[Editor’s note: This review may contain spoilers.]
Writer: Ken Pontac
Artist: Leonardo Manco
Inker: Marina Sanzone
Summary
Dick Dastardly and Penelope Pitstop are in big trouble. They drive right off the edge of a cliff and get sucked into Poseidon’s Toilet. Separated from their sentient cars, they are stranded and disconnected from the rest of the racers. Muttley, Dastardly’s best and only friend, is distraught. The racers are torn. Everyone loves Penelope whereas no one even likes Dick. That Announcer reminds everyone that she is a kind of awful. She says, “You can fight, you can cheat, but you can’t let your fellow Racers die.” Wacky Raceland keeps getting more interesting.
The Positives
Writer, Ken Pontac, gives the rest of the drivers some more face time, while still finding a way to focus on everyone’s favorite, and only likable racer, Penelope Pitstop. That is great because we have been wondering about some of the other drivers. Prattling prat Peter Perfect and out of place genius Professor Pat Pending have a deep philosophical argument that might be better placed in a philosophy classroom than a post-apocalyptic hellscape, but in the hands of this book’s own mad scientist, Ken Pontac, the conversation makes perfect sense. While we see her in the background of a few issues, Sergeant Blast gets a few close up panels and in case you didn’t catch that, Sergeant Blast is a she. The Red Baron gets a few lines as well. He has something pretty terrible happen to him in this issue. But don’t worry, as the Announcer says, you can’t let a Racer die. He gets bailed out by Rufus of the Gruesome Twosome who says (and this is so campy and wonderful, it would fits perfectly), “Look who brought a gun to a Chainsaw fight.” Guts fly. It is a sloppy, beautiful mess.
Be glad that Wacky Raceland does not have smell-o-vision. Leonardo Manco’s close work is masterful. Each vine, or tooth, or leaking bodily fluid (human and otherwise) is masterfully depicted. There is something greenish in the water that we see projectile out of Penelope’s mouth onto Dick’s face. Gross, I know, but drawn perfectly.
It is in Penelope’s flashback that the full creative reaches a crescendo. As always, Pontac digs deep and makes the reader feel sad, scared, and disgusted all at once. In this issue, we learn that Penelope lived on the island of Aiyiva. She has a step-father straight from a child’s nightmare. In fact, the whole story is told from the perspective of a child. The pages, in the hand of inker, Mariana Sanzone burst of the page in contrast to the dark, murky story she has been inking in the main tale. Manco’s villainous, cyclops step-father has muscles on top of muscles. He is so big and scary that the happy sun from the beginning of Penelope’s memory cowers behind a cloud.
The Negatives
Nobody wins a race this issue. In each of the first two, the reader had a sense that this was going somewhere. This issue, while clearly world building, does not move the story along to the Announcer’s promised ending. The upside to this kind of pit stop (pun intended) story is that it means the book and the race. Out of Poseidon’s Toilet and onto Vegas.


Check each line of the material below for "this" and copy those where it appears.
◆ ◆ ◆ ◆ ◆
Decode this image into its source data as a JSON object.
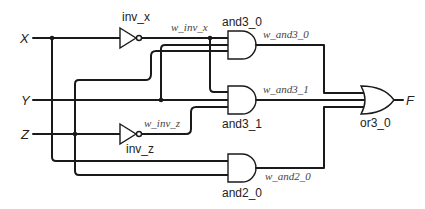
{
  "diagram": {
    "type": "logic-circuit",
    "inputs": [
      {
        "name": "X"
      },
      {
        "name": "Y"
      },
      {
        "name": "Z"
      }
    ],
    "outputs": [
      {
        "name": "F"
      }
    ],
    "gates": [
      {
        "id": "inv_x",
        "type": "NOT",
        "label": "inv_x"
      },
      {
        "id": "inv_z",
        "type": "NOT",
        "label": "inv_z"
      },
      {
        "id": "and3_0",
        "type": "AND3",
        "label": "and3_0"
      },
      {
        "id": "and3_1",
        "type": "AND3",
        "label": "and3_1"
      },
      {
        "id": "and2_0",
        "type": "AND2",
        "label": "and2_0"
      },
      {
        "id": "or3_0",
        "type": "OR3",
        "label": "or3_0"
      }
    ],
    "nets": [
      {
        "label": "w_inv_x"
      },
      {
        "label": "w_inv_z"
      },
      {
        "label": "w_and3_0"
      },
      {
        "label": "w_and3_1"
      },
      {
        "label": "w_and2_0"
      }
    ]
  }
}
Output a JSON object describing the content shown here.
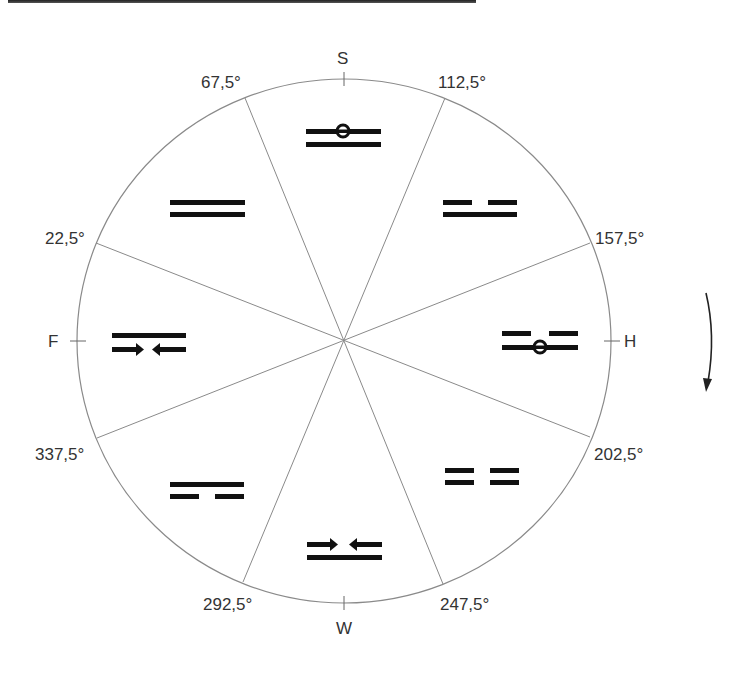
{
  "diagram": {
    "directions": {
      "top": "S",
      "right": "H",
      "bottom": "W",
      "left": "F"
    },
    "angles": {
      "a67": "67,5°",
      "a112": "112,5°",
      "a157": "157,5°",
      "a202": "202,5°",
      "a247": "247,5°",
      "a292": "292,5°",
      "a337": "337,5°",
      "a22": "22,5°"
    },
    "sectors": [
      {
        "position": "top",
        "direction": "S",
        "top_line": "solid-with-circle",
        "bottom_line": "solid"
      },
      {
        "position": "upper-right",
        "top_line": "broken",
        "bottom_line": "solid"
      },
      {
        "position": "right",
        "direction": "H",
        "top_line": "broken",
        "bottom_line": "solid-with-circle"
      },
      {
        "position": "lower-right",
        "top_line": "broken",
        "bottom_line": "broken"
      },
      {
        "position": "bottom",
        "direction": "W",
        "top_line": "arrows-inward",
        "bottom_line": "solid"
      },
      {
        "position": "lower-left",
        "top_line": "solid",
        "bottom_line": "broken"
      },
      {
        "position": "left",
        "direction": "F",
        "top_line": "solid",
        "bottom_line": "arrows-inward"
      },
      {
        "position": "upper-left",
        "top_line": "solid",
        "bottom_line": "solid"
      }
    ],
    "rotation_indicator": "clockwise-arrow-down",
    "colors": {
      "outline": "#8a8a8a",
      "symbol": "#111111",
      "text": "#333333"
    }
  }
}
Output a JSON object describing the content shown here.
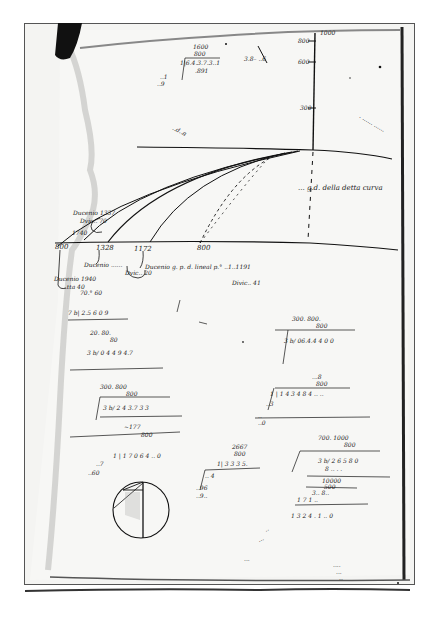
{
  "document": {
    "type": "manuscript folio",
    "description": "Handwritten page with vertical scale, horizontal baseline and family of parabolic trajectory curves with numeric calculations"
  },
  "vertical_scale": {
    "top_label": "1000",
    "ticks": [
      "800",
      "600",
      "300"
    ]
  },
  "top_calc": {
    "lines": [
      "1600",
      "800",
      "1|6.4.3.7.3..1",
      ".891",
      "..1",
      "..9"
    ]
  },
  "top_note": "3.8– ..6",
  "upper_left_label": "..d..a",
  "right_column_note": ". ...... ......",
  "curve_label": "...  g.d. della detta curva",
  "baseline": {
    "ticks": [
      "800",
      "1328",
      "1172",
      "800"
    ]
  },
  "left_annotations": {
    "upper": [
      "Ducenio 1337",
      "Dvic..  70"
    ],
    "lower_tick": "1740"
  },
  "under_baseline": {
    "note_1": "Ducenio ......",
    "note_1b": "Dvic.. 20",
    "note_2": "Ducenio g. p. d. lineal p.° ..1..1191",
    "note_2b": "Divic.. 41",
    "note_3": "Ducenio 1940",
    "note_3b": "..tta 40",
    "note_4": "70.° 60"
  },
  "calc_blocks": {
    "left_1": [
      "7 b| 2.5 6 0 9",
      "20. 80.",
      "80",
      "3 b/ 0 4 4 9 4.7"
    ],
    "left_2": [
      "300. 800",
      "800",
      "3 b/ 2 4 3.7 3 3",
      "~177",
      "800"
    ],
    "left_3": [
      "1 | 1 7 0 6 4 .. 0",
      "..7",
      "..60"
    ],
    "middle": [
      "2667",
      "800",
      "1| 3 3 3 5.",
      ".. 4",
      "..96",
      "..9.."
    ],
    "right_1": [
      "300. 800.",
      "800",
      "3 b/ 06.4.4 4 0 0"
    ],
    "right_2": [
      "...8",
      "800",
      "1 | 1 4 3 4 8 4 .. ..",
      "..3",
      "..",
      "..0"
    ],
    "right_3": [
      "700. 1000",
      "800",
      "3 b/ 2 6 5 8 0",
      "8 .. . .",
      "10000",
      "500",
      "3.. 8..",
      "1 7 1 ..",
      "1 3 2 4 . 1 .. 0"
    ],
    "bottom_scattered": [
      "..",
      "...",
      "..."
    ],
    "bottom_right": [
      "....",
      "...",
      ".."
    ]
  },
  "diagram": {
    "circle": "circle with vertical diameter and inscribed chords"
  }
}
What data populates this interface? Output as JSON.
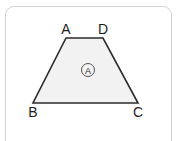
{
  "canvas": {
    "width": 180,
    "height": 141,
    "background_color": "#ffffff"
  },
  "card": {
    "name": "diagram-card",
    "border_color": "#d2d2d2",
    "background_color": "#ffffff",
    "corner_radius": 9
  },
  "figure": {
    "shape_type": "trapezoid",
    "fill_color": "#f2f2f2",
    "stroke_color": "#2b2b2b",
    "stroke_width": 1.6,
    "polygon_points": "66,38 103,38 138,103 33,103",
    "vertices": [
      {
        "id": "A",
        "label": "A",
        "x": 66,
        "y": 38,
        "label_x": 66,
        "label_y": 34,
        "label_anchor": "middle",
        "label_position": "above"
      },
      {
        "id": "D",
        "label": "D",
        "x": 103,
        "y": 38,
        "label_x": 103,
        "label_y": 34,
        "label_anchor": "middle",
        "label_position": "above"
      },
      {
        "id": "B",
        "label": "B",
        "x": 33,
        "y": 103,
        "label_x": 33,
        "label_y": 117,
        "label_anchor": "middle",
        "label_position": "below"
      },
      {
        "id": "C",
        "label": "C",
        "x": 138,
        "y": 103,
        "label_x": 138,
        "label_y": 117,
        "label_anchor": "middle",
        "label_position": "below"
      }
    ],
    "edges": [
      {
        "id": "AD",
        "from": "A",
        "to": "D",
        "role": "top-base"
      },
      {
        "id": "DC",
        "from": "D",
        "to": "C",
        "role": "right-leg"
      },
      {
        "id": "CB",
        "from": "C",
        "to": "B",
        "role": "bottom-base"
      },
      {
        "id": "BA",
        "from": "B",
        "to": "A",
        "role": "left-leg"
      }
    ],
    "area_marker": {
      "label": "A",
      "center_x": 88,
      "center_y": 70,
      "radius": 6.5,
      "circle_stroke_color": "#555555",
      "text_color": "#2b2b2b"
    }
  }
}
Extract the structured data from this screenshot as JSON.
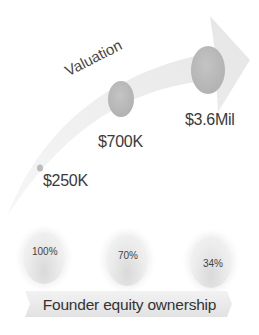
{
  "valuation": {
    "title": "Valuation",
    "points": [
      {
        "label": "$250K",
        "value": 250000
      },
      {
        "label": "$700K",
        "value": 700000
      },
      {
        "label": "$3.6Mil",
        "value": 3600000
      }
    ]
  },
  "equity": {
    "title": "Founder equity ownership",
    "points": [
      {
        "label": "100%",
        "value": 100
      },
      {
        "label": "70%",
        "value": 70
      },
      {
        "label": "34%",
        "value": 34
      }
    ]
  },
  "colors": {
    "arrow": "#ececec",
    "valuation_dot": "#bdbdbd",
    "text": "#3a3a3a",
    "banner": "#e9e9e9"
  }
}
◆ ◆ ◆ ◆ ◆
§ **Response to the task**
Decode this image into its source data as a JSON object.
What data populates this interface? Output as JSON.
Extract the structured data from this screenshot as JSON.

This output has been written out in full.